6 posts tagged “book”
1. Secret Societies
2. 1984
3. Animal Farm
4. Cicero
5. Catch-22
6. Dumb Witness
7. Lord of the Flies
8. The Acts of King Arthur and His Noble Knights
9. Ulysses
10. Eats, Shoots & Leaves: The Zero Tolerance Approach to Punctuation
11. The Greatest Minds and Ideas of All Time
12. Girl With A Pearl Earring
13. Candide
14. For One More Day
15. Thomas Paine's Rights of Man
16. King Arthur
17. The War of Art
18. Cocoa Programming for Mac OS X
19. When You Are Engulfed In Flames
20. Five Little Pigs
21. Boudica
22. The Writer's Journey
23. A Cat Among Pigeons
24. The City of Falling Angels
25. The Hollow by Agatha Christie
At the top of my queue, a book I've been meaning to read for a very long time:
1. Secret Societies
2. 1984
3. Animal Farm
4. Cicero
5. Catch-22
6. Dumb Witness
7. Lord of the Flies
8. The Acts of King Arthur and His Noble Knights
9. Ulysses
10. Eats, Shoots & Leaves: The Zero Tolerance Approach to Punctuation
11. The Greatest Minds and Ideas of All Time
12. Girl With A Pearl Earring
13. Candide
14. For One More Day
15. Thomas Paine's Rights of Man
16. King Arthur
17. The War of Art
18. Cocoa Programming for Mac OS X
19. When You Are Engulfed In Flames
20. Five Little Pigs
21. Boudica by Vanessa Collingridge
On the heels of reading the well researched King Arthur, I decided to snatch this book out of M's stack and give it a read. It was a disappointment, to say the least. There is such scant information on Boudica herself that it barely fills fifty pages, let along 280. While from a journalistic approach, the book depends less on research and more on interview, opinion, and feminist slant. While I don't mind the feminist slant, really, it just started to take away from the main topic of the book. Feminine repression is historical fact. Actually, the last seventy or so pages go on to represent every reincarnation of Boudica as a tool for reinforcing feminine suppression and little on the character herself, while the first 150 pages spent on describing the life and times of Britain during Roman rule and how strong female characters are repressed and despised in Roman society. History is what it is, and we can't really change how we've done, but I just felt that it was less of a historical accounting of the character and a bit misleading on the whole.
22. The Writer's Journey by Christopher Vogler
I think I picked this book up a few years ago when I started to read quite a bit of Campbell's mythological work as well as tinkering around with my own writing. Unfortunately, this book hardly meets any sort of ambitious level. Rather, is copies Campbell's ideas and cookie cutter fits them into the Hollywood version of storymaking. While I agree with a lot of Campbell's tenets, there are a LOT of ways to tell a good story that do not follow an exact method. While it was a good read to think about characters and ideas, it tends to force you to think that there's only one way to write a movie.
23. A Cat Among Pigeons by Agatha Christie
1. Secret Societies
2. 1984
3. Animal Farm
4. Cicero
5. Catch-22
6. Dumb Witness
7. Lord of the Flies
8. The Acts of King Arthur and His Noble Knights by John Steinbeck
I told vicious pretty I'd keep my own list of books read this year updated and put up a short review. I forgot I had already read a book for the beginning of the year.
1.
I picked this book up on a whim. It's got some interesting information in regards to secret societies and in particular, the mindset of culture surrounding secret societies and their impact. Probably the most interesting tidbit was the Skull & Bones society at Yale and the tie in between Preston Bush (grandpa Bush) and the Nazi party. It also discusses conspiracy theories driven overboard and about how secret drive both intrigue and persecution (Christianity was considered a secretive religion to the Romans...). A fast read, but not a great read.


## ABOUT THIS EXERCISE
Copy, word for word, the line containing "Find the location" and each line that follows it in the entries below; pictures do not belong in the copy.

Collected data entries
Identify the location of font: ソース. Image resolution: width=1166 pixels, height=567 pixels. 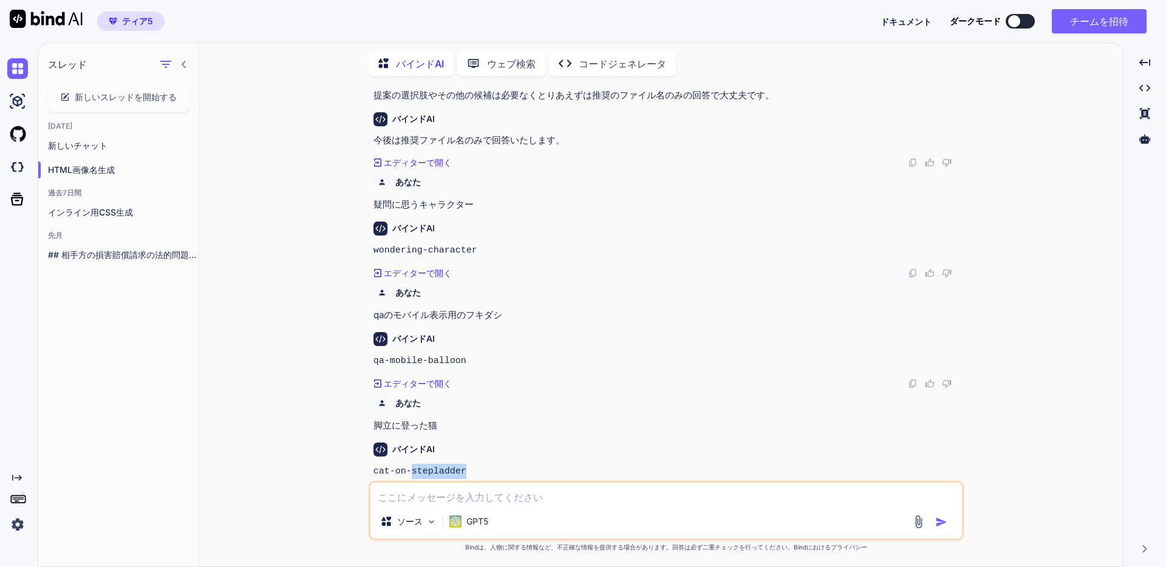
(410, 521).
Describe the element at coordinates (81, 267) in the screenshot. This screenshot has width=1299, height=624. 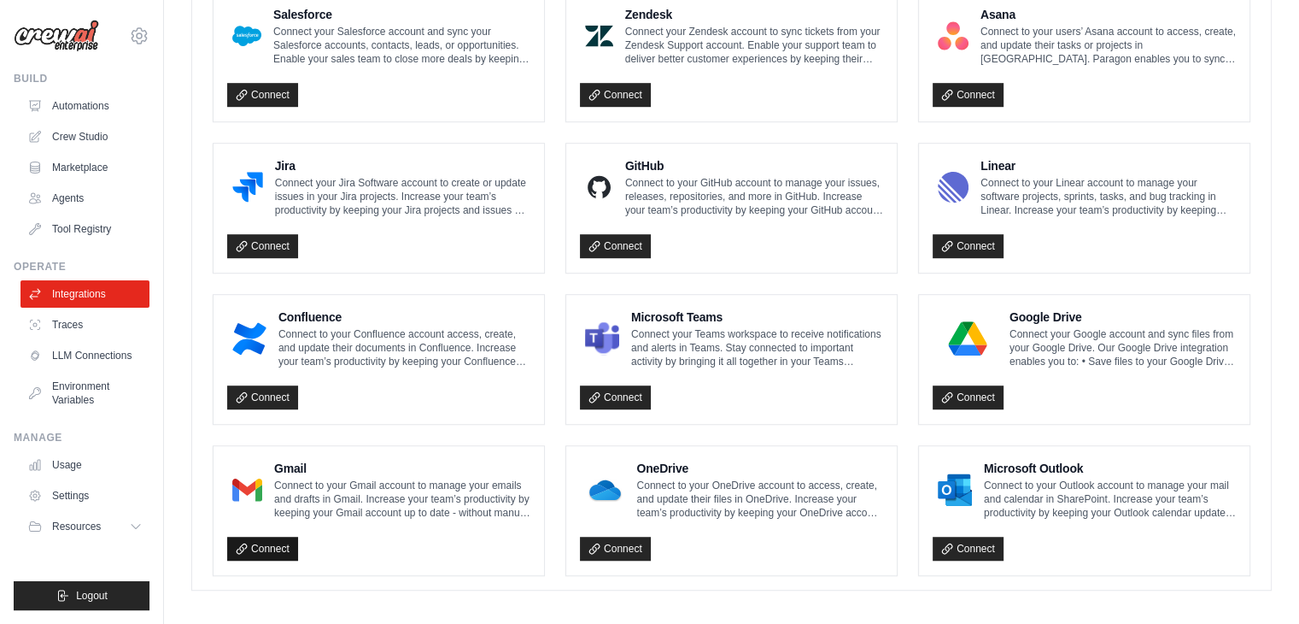
I see `div: Operate` at that location.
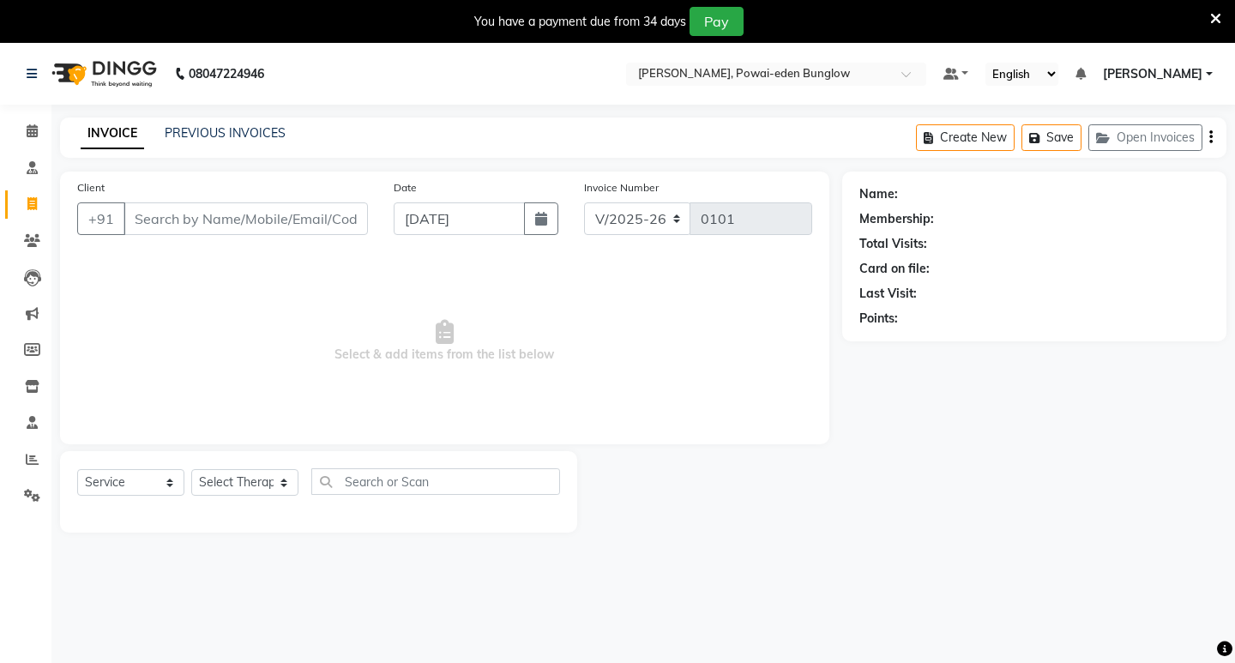 The image size is (1235, 663). I want to click on button: Pay, so click(716, 21).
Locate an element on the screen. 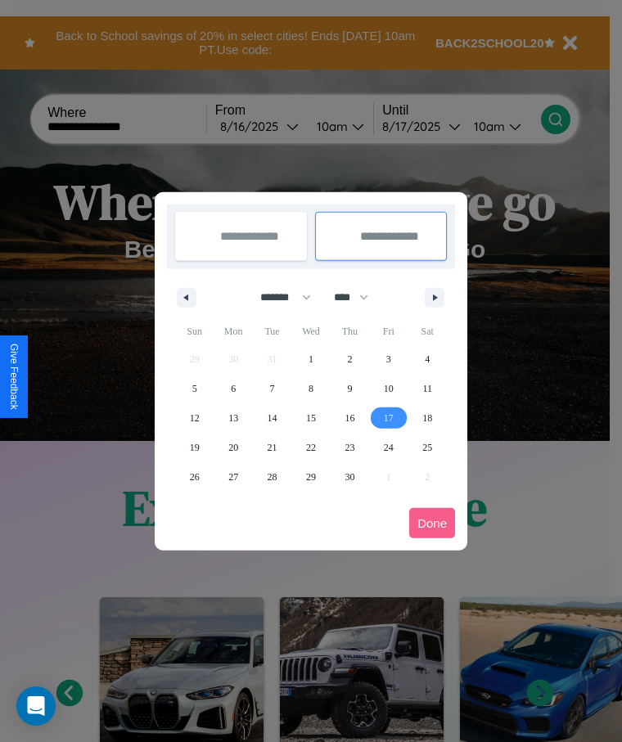  button: 25 is located at coordinates (427, 447).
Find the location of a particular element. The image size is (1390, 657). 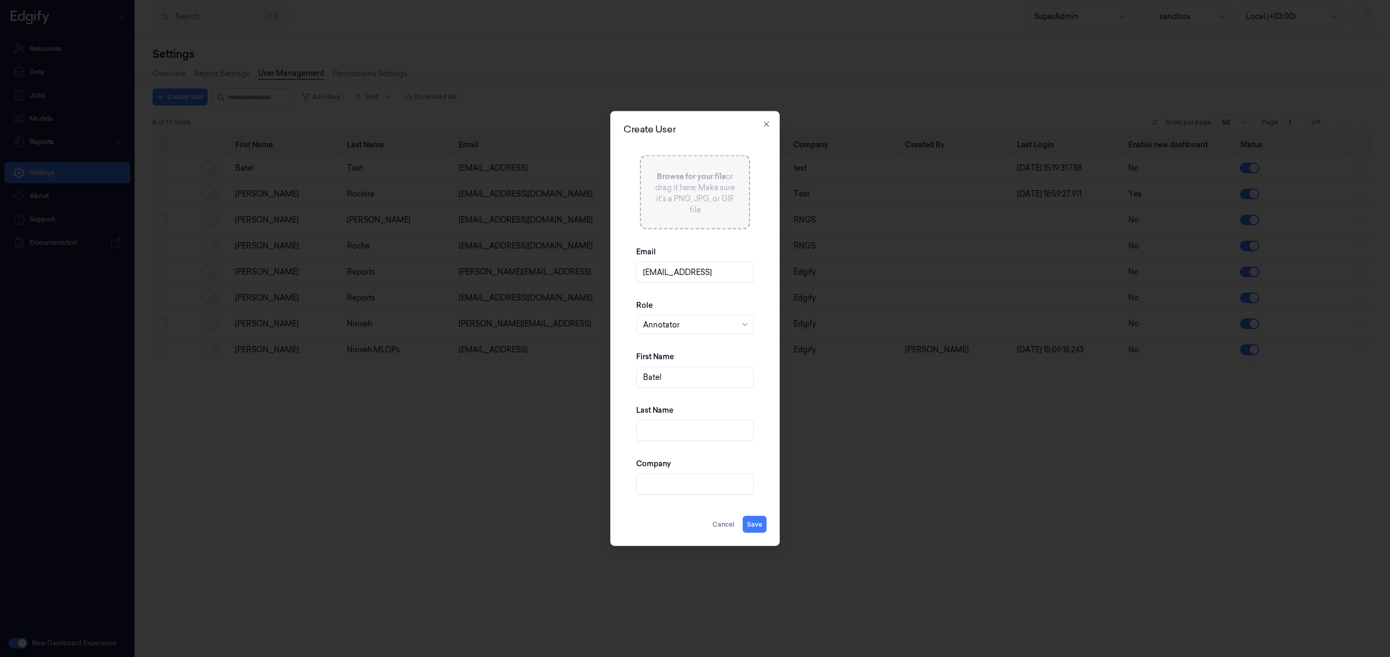

h2: Create User is located at coordinates (695, 129).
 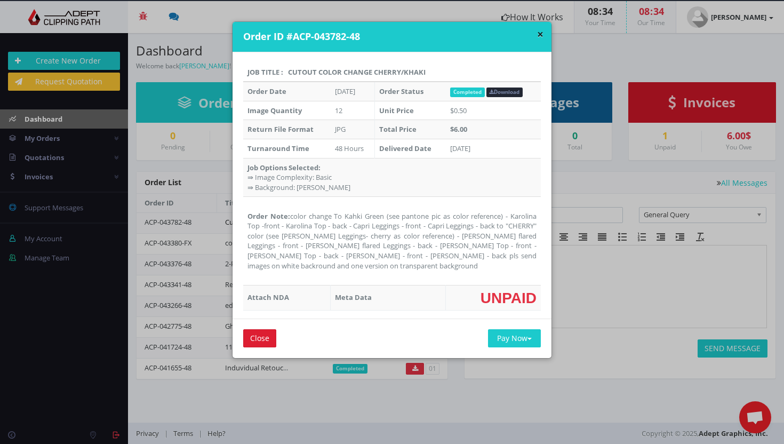 What do you see at coordinates (280, 129) in the screenshot?
I see `strong: Return File Format` at bounding box center [280, 129].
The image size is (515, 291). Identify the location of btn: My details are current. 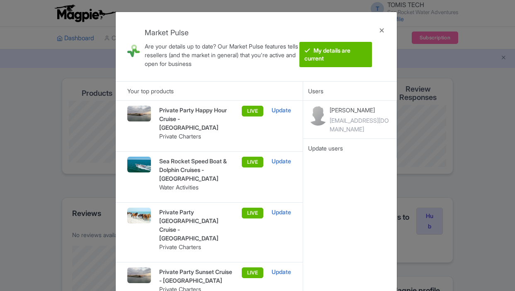
(335, 54).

## ANSWER TO THE EXERCISE
Find the location of a particular element. The image size is (1390, 657). 

h2: Create User is located at coordinates (695, 129).
  What do you see at coordinates (280, 129) in the screenshot?
I see `strong: Return File Format` at bounding box center [280, 129].
The image size is (515, 291). Identify the location of btn: My details are current. 
(335, 54).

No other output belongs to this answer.